Adding Pagefind to an Eleventy site

Posted Dec 6, 2023

I just added Pagefind search to this site. Although it only just got bumped to stable, Pagefind is an elegant tool that solves a specific problem very well: adding search to static sites. It even comes with a decent default UI component.

This is a quick note on how to integrate it into an Eleventy site. There are already some posts on the subject but they all boil down to npx the Pagefind CLI in the eleventy.after build event. The CLI is fine if the site is large enough that indexing during development is annoying, but at that point it’s simpler to just run it with a package.json script. For 95% of sites, we can do better.

We’re still going to use the eleventy.after event, but we’re going to use the actual Pagefind Node.js API instead of executing shell commands. Pagefind needs to be imported asynchronously as it’s not a CommonJS module, but that’s really the only quirk you have to get past. Eleventy 3.0 will support ESM, so in turn you’ll be able to import it with regular import statements.

const path = require("path");

eleventyConfig.on("eleventy.after", async function ({ dir }) {
  const inputPath = dir.output;
  const outputPath = path.join(dir.output, "pagefind");

  console.log("Creating Pagefind index of %s", inputPath);

  const pagefind = await import("pagefind");
  const { index } = await pagefind.createIndex();
  const { page_count } = await index.addDirectory({ path: inputPath });
  await index.writeFiles({ outputPath });

  console.log(
    "Created Pagefind index of %i pages in %s",
    page_count,
    outputPath
  );
});

The API uses mostly the same defaults as the CLI so little configuration is needed. In this example we’re just indexing a directory of HTML files, but integrating Pagefind like this allows advanced usage as well. You could, for instance, customize file indexing on the fly using a linter, or index arbitrary data with custom records. Here’s an example that combines these to index specific parts of XML templates.

const path = require("path");

let index;

eleventyConfig.on("eleventy.before", async function () {
  const pagefind = await import("pagefind");
  index = (await pagefind.createIndex()).index;
});

eleventyConfig.addLinter("index-content", async function (content) {
  if (this.outputPath?.endsWith(".xml")) {
    await index.addCustomRecord({
      url: this.page.url,
      content: getSearchableText(content), // Some assembly required
      language: "en",
      meta: { title: getTitle(content) },
    });
  }
});

eleventyConfig.on("eleventy.after", async function ({ dir }) {
  const outputPath = path.join(dir.output, "pagefind");
  await index.writeFiles({ outputPath });
});

Then it’s just a matter of adding the default UI somewhere and everything will just work™ when building the site – even in --serve mode.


* WHAT YOU ARE ASKED TO DO
Gather each line in the entries that includes the string "plate".
====== DATA FOR THE TASK
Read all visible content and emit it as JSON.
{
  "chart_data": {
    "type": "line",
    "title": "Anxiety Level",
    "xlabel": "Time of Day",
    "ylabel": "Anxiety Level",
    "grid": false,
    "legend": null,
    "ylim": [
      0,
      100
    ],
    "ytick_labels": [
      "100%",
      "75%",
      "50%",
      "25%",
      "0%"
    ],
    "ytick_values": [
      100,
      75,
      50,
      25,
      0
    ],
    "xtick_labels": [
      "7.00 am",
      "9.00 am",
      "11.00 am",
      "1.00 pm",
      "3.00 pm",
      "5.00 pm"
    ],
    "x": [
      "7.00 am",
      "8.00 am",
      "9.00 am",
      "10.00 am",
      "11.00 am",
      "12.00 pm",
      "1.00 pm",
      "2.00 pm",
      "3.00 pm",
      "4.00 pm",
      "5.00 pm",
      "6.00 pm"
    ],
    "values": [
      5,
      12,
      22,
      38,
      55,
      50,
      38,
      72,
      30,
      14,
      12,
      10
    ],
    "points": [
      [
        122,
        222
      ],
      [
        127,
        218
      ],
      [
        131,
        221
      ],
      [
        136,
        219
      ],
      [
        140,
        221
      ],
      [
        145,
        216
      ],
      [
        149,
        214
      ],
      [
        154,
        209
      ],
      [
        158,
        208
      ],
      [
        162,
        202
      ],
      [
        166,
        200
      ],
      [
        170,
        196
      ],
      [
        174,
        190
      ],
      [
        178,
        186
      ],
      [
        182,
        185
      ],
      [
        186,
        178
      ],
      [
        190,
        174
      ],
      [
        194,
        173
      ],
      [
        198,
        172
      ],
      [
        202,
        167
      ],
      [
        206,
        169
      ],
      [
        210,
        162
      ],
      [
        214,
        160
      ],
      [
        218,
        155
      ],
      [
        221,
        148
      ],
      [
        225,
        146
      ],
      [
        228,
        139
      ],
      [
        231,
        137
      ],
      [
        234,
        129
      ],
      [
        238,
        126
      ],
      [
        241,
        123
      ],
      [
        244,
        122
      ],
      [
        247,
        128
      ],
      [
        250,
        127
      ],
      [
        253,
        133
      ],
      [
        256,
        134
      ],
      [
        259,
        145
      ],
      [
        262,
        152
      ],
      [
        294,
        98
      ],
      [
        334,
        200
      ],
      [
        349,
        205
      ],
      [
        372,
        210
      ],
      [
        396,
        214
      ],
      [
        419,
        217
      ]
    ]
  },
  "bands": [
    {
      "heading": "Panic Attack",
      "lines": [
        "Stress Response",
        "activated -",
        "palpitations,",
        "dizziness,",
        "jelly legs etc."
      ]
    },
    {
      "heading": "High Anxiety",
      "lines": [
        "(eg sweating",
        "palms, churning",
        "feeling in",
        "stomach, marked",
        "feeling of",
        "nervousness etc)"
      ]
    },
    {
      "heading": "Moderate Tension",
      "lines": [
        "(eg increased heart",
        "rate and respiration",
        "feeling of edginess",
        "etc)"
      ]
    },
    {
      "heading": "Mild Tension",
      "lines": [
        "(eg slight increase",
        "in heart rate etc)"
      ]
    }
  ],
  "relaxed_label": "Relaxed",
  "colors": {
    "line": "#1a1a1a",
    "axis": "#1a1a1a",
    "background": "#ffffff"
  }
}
============
====== DATA FOR THE TASK
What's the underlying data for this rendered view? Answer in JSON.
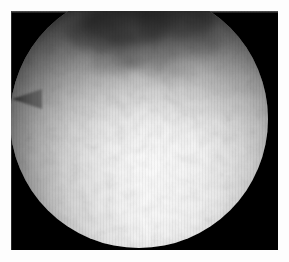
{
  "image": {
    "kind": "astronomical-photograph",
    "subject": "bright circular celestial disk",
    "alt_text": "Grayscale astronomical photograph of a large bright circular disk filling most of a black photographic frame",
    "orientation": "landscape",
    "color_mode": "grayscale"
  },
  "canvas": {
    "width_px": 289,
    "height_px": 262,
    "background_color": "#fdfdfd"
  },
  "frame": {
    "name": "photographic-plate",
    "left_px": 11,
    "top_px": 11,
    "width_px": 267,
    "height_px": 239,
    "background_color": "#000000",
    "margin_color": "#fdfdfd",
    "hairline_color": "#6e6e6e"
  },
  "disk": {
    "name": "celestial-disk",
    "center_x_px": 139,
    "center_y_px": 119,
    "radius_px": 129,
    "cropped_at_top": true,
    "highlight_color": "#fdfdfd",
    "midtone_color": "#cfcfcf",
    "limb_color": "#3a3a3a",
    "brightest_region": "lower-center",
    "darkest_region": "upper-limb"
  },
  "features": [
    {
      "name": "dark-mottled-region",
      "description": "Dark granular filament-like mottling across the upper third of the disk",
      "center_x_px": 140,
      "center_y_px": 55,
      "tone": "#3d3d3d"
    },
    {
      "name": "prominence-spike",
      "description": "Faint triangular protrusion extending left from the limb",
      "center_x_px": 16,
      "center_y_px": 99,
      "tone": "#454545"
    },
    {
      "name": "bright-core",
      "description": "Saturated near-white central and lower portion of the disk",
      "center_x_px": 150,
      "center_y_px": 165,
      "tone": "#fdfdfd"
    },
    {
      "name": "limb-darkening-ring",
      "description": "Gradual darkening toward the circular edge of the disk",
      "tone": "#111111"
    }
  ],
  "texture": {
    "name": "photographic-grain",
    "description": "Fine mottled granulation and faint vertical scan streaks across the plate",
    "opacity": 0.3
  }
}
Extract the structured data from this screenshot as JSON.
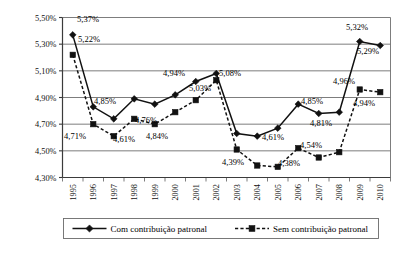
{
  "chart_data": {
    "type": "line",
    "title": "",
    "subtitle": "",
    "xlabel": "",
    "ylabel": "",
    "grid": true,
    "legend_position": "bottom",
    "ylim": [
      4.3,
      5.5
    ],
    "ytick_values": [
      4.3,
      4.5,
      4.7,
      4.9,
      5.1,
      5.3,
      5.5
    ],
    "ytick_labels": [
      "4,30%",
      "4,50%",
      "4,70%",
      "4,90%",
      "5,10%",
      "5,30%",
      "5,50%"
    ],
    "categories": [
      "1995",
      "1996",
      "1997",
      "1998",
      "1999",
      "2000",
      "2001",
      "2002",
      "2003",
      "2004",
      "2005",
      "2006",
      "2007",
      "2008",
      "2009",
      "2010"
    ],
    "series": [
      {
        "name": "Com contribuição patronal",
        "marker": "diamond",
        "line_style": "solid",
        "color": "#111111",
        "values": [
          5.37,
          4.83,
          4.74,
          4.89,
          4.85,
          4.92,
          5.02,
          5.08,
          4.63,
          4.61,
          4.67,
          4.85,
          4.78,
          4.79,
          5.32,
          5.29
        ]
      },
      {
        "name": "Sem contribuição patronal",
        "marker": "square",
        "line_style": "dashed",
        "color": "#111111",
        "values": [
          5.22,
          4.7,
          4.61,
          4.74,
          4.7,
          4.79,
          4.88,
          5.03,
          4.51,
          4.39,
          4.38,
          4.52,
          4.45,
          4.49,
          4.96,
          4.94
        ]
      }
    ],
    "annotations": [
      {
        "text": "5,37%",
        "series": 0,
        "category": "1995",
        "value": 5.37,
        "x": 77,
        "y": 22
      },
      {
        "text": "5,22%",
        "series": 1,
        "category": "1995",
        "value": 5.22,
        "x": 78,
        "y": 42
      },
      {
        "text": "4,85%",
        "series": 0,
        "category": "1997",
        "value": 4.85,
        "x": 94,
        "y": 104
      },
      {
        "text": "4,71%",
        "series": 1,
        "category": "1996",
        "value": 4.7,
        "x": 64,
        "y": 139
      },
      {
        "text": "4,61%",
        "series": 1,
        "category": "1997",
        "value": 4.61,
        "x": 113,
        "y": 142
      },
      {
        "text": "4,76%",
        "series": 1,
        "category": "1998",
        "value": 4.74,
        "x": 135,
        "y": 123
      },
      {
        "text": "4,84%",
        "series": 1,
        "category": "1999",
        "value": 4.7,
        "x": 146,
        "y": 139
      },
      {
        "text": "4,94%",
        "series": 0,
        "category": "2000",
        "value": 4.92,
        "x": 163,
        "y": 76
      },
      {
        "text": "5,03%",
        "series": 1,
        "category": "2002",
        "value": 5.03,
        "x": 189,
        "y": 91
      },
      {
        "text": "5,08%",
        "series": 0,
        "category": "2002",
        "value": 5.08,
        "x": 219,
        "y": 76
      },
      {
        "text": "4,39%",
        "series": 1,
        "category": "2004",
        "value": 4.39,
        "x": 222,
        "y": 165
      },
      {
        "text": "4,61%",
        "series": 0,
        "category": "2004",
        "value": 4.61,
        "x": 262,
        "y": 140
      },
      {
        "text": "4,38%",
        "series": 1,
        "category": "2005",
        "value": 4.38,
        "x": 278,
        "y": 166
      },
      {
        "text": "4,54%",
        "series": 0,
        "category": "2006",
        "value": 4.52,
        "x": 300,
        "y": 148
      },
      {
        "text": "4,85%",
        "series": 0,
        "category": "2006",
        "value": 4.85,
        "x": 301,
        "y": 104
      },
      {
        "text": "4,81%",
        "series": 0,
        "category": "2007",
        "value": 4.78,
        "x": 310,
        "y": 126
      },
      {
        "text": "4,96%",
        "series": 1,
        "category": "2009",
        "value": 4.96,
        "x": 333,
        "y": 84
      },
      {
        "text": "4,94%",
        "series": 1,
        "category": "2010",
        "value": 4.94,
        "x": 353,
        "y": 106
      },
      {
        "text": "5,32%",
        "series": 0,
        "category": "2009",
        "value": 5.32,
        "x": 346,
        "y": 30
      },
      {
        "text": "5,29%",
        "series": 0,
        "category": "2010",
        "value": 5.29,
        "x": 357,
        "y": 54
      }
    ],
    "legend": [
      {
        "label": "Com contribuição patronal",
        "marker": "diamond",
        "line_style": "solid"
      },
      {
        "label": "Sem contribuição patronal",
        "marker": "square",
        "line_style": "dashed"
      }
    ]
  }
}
============
* WRITTEN RESPONSE
    "name": "photographic-plate",
    "description": "Fine mottled granulation and faint vertical scan streaks across the plate",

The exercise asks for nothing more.